5 out of 5 stars
On Amazon (universal link)
On Goodreads
How I discovered this book: Recommendation - can't remember who from, alas; Amazon tells me I downloaded it in 2021. I was looking down my Kindle Unlimited library to decide what to return; when I saw it, I wondered why I had not read it before!
In a Nutshell: Part 1 of a trilogy about Richard Plantagenet, later to become King Richard III
This book covers Richard's childhood, from little more than infancy to the age of fourteen. It is told in the first person, which I always like best for historical fiction based on fact.
I loved this book, so much that I downloaded the next two before I'd finished it (and am already reading #2). J P Reedman has written Richard as I imagined him: a loyal, intelligent, studious and serious boy, wise beyond his years in many respects. The other Yorks and those close to them were also portrayed exactly as I see them - Edward IV the golden, kingly warrior, whose over-confidence and appetites could sometimes be his undoing; the gluttonous, garrulous George, Duke of Clarence; dashing, intense Richard, Earl of Warwick. Quiet, reserved Anne Neville, flirtatious Isabella, and the ambitious Elizabeth Woodville.
I know the story of this period of history well, so I was most interested to see how various events would be depicted through Richard's eyes. J P Reedman has artfully executed developments that occurred outside Richard's orbit; there are no clumsy monologues from other characters to let the reader know what is happening, few unrealistically overheard conversations. This is the history as Richard would have seen it; some events of importance are hardly mentioned, because they would not have meant much to a child.
It is clear that much research about the time has gone into this book, though it is never intrusive. Instead, it immersed me in the period. I loved reading about the journeys from one place to another, what the country was like at the time, and about the halcyon days Richard spent at Middleham castle under the tutelage of Warwick.
Incidentally, I have often wondered what Edward IV would have made of his grandson and great-granddaugher: Henry VIII and Elizabeth I.
Highly recommended - now, to resume my reading of Book 2!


Work instruction: Copy nothing but the text: repeat each entry exactly and drop the images.

-- Entries provided follows --

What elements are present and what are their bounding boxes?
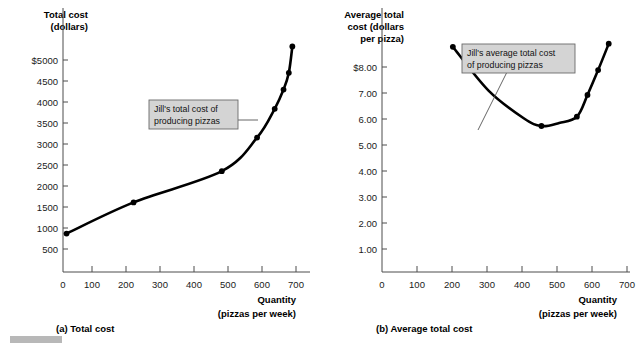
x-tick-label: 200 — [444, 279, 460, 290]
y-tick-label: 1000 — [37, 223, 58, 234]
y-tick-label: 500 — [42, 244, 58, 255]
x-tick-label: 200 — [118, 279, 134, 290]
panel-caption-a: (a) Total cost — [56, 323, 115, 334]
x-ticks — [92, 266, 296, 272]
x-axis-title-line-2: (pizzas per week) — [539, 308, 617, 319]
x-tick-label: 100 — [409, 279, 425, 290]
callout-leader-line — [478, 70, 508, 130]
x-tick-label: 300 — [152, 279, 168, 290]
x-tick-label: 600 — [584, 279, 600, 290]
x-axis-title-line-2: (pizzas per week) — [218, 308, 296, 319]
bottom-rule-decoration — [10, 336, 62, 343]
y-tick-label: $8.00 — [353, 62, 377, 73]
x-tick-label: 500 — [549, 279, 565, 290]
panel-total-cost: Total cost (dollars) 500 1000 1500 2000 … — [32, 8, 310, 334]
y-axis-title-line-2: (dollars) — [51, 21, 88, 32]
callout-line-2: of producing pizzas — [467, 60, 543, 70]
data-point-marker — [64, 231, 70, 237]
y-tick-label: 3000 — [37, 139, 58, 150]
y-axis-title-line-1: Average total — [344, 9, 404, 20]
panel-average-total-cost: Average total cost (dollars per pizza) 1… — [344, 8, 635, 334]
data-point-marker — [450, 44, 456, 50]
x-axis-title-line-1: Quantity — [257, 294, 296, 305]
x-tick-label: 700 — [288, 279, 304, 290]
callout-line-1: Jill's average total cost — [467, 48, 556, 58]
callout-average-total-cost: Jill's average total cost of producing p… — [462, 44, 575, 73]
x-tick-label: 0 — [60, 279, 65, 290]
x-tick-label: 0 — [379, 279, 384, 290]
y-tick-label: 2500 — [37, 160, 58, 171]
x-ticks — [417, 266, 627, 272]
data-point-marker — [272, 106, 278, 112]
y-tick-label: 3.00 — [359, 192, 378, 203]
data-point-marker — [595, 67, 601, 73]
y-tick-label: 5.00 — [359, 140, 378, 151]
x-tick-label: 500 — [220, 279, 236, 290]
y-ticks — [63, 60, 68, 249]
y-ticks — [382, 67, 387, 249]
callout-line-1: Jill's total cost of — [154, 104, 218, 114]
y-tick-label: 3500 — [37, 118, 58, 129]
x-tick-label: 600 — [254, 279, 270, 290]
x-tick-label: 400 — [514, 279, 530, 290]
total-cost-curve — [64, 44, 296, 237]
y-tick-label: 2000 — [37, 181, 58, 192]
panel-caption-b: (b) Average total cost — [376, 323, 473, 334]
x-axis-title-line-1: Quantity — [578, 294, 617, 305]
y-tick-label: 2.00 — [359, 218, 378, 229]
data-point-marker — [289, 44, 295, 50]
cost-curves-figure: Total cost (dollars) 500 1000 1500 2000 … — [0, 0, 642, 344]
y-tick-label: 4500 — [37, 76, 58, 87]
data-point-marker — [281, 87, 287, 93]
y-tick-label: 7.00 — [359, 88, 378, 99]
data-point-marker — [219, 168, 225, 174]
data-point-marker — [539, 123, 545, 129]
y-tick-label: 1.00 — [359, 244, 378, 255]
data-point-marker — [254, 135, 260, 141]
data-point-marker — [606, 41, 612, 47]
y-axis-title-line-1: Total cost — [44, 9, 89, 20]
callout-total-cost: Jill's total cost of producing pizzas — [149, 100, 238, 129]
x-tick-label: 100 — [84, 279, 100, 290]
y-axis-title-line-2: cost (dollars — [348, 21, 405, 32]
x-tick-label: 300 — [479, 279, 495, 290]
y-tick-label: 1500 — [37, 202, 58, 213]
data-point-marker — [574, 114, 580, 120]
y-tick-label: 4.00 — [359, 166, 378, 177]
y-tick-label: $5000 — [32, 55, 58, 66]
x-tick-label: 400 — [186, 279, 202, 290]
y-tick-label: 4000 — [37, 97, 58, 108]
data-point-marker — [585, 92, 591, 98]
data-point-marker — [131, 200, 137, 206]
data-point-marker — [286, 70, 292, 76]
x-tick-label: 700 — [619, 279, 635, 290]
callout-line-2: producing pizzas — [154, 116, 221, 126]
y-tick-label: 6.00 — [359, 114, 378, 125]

-- Entries provided concluded --

Reply:
What elements are present and what are their bounding boxes?
x-tick-label: 200 — [444, 279, 460, 290]
y-tick-label: 1000 — [37, 223, 58, 234]
y-tick-label: 500 — [42, 244, 58, 255]
x-tick-label: 200 — [118, 279, 134, 290]
panel-caption-a: (a) Total cost — [56, 323, 115, 334]
x-ticks — [92, 266, 296, 272]
x-axis-title-line-2: (pizzas per week) — [539, 308, 617, 319]
x-tick-label: 100 — [409, 279, 425, 290]
callout-leader-line — [478, 70, 508, 130]
x-tick-label: 300 — [152, 279, 168, 290]
x-tick-label: 600 — [584, 279, 600, 290]
x-axis-title-line-2: (pizzas per week) — [218, 308, 296, 319]
bottom-rule-decoration — [10, 336, 62, 343]
y-tick-label: $8.00 — [353, 62, 377, 73]
x-tick-label: 500 — [549, 279, 565, 290]
panel-total-cost: Total cost (dollars) 500 1000 1500 2000 … — [32, 8, 310, 334]
y-axis-title-line-2: (dollars) — [51, 21, 88, 32]
callout-line-2: of producing pizzas — [467, 60, 543, 70]
data-point-marker — [64, 231, 70, 237]
y-tick-label: 3000 — [37, 139, 58, 150]
y-axis-title-line-1: Average total — [344, 9, 404, 20]
panel-average-total-cost: Average total cost (dollars per pizza) 1… — [344, 8, 635, 334]
data-point-marker — [450, 44, 456, 50]
x-axis-title-line-1: Quantity — [257, 294, 296, 305]
x-tick-label: 700 — [288, 279, 304, 290]
callout-line-1: Jill's average total cost — [467, 48, 556, 58]
callout-average-total-cost: Jill's average total cost of producing p… — [462, 44, 575, 73]
x-tick-label: 0 — [60, 279, 65, 290]
x-tick-label: 0 — [379, 279, 384, 290]
y-tick-label: 2500 — [37, 160, 58, 171]
x-ticks — [417, 266, 627, 272]
data-point-marker — [272, 106, 278, 112]
y-tick-label: 3.00 — [359, 192, 378, 203]
data-point-marker — [595, 67, 601, 73]
y-tick-label: 5.00 — [359, 140, 378, 151]
x-tick-label: 500 — [220, 279, 236, 290]
y-ticks — [63, 60, 68, 249]
y-ticks — [382, 67, 387, 249]
callout-line-1: Jill's total cost of — [154, 104, 218, 114]
y-tick-label: 3500 — [37, 118, 58, 129]
x-tick-label: 600 — [254, 279, 270, 290]
x-tick-label: 400 — [514, 279, 530, 290]
total-cost-curve — [64, 44, 296, 237]
y-tick-label: 2000 — [37, 181, 58, 192]
panel-caption-b: (b) Average total cost — [376, 323, 473, 334]
x-axis-title-line-1: Quantity — [578, 294, 617, 305]
y-tick-label: 2.00 — [359, 218, 378, 229]
data-point-marker — [289, 44, 295, 50]
cost-curves-figure: Total cost (dollars) 500 1000 1500 2000 … — [0, 0, 642, 344]
y-tick-label: 4500 — [37, 76, 58, 87]
data-point-marker — [281, 87, 287, 93]
y-tick-label: 7.00 — [359, 88, 378, 99]
data-point-marker — [219, 168, 225, 174]
data-point-marker — [539, 123, 545, 129]
y-tick-label: 1.00 — [359, 244, 378, 255]
data-point-marker — [254, 135, 260, 141]
data-point-marker — [606, 41, 612, 47]
y-axis-title-line-1: Total cost — [44, 9, 89, 20]
callout-total-cost: Jill's total cost of producing pizzas — [149, 100, 238, 129]
x-tick-label: 100 — [84, 279, 100, 290]
y-axis-title-line-2: cost (dollars — [348, 21, 405, 32]
x-tick-label: 300 — [479, 279, 495, 290]
y-tick-label: 1500 — [37, 202, 58, 213]
data-point-marker — [574, 114, 580, 120]
y-tick-label: 4.00 — [359, 166, 378, 177]
y-tick-label: $5000 — [32, 55, 58, 66]
x-tick-label: 400 — [186, 279, 202, 290]
y-tick-label: 4000 — [37, 97, 58, 108]
data-point-marker — [585, 92, 591, 98]
data-point-marker — [131, 200, 137, 206]
data-point-marker — [286, 70, 292, 76]
x-tick-label: 700 — [619, 279, 635, 290]
callout-line-2: producing pizzas — [154, 116, 221, 126]
y-tick-label: 6.00 — [359, 114, 378, 125]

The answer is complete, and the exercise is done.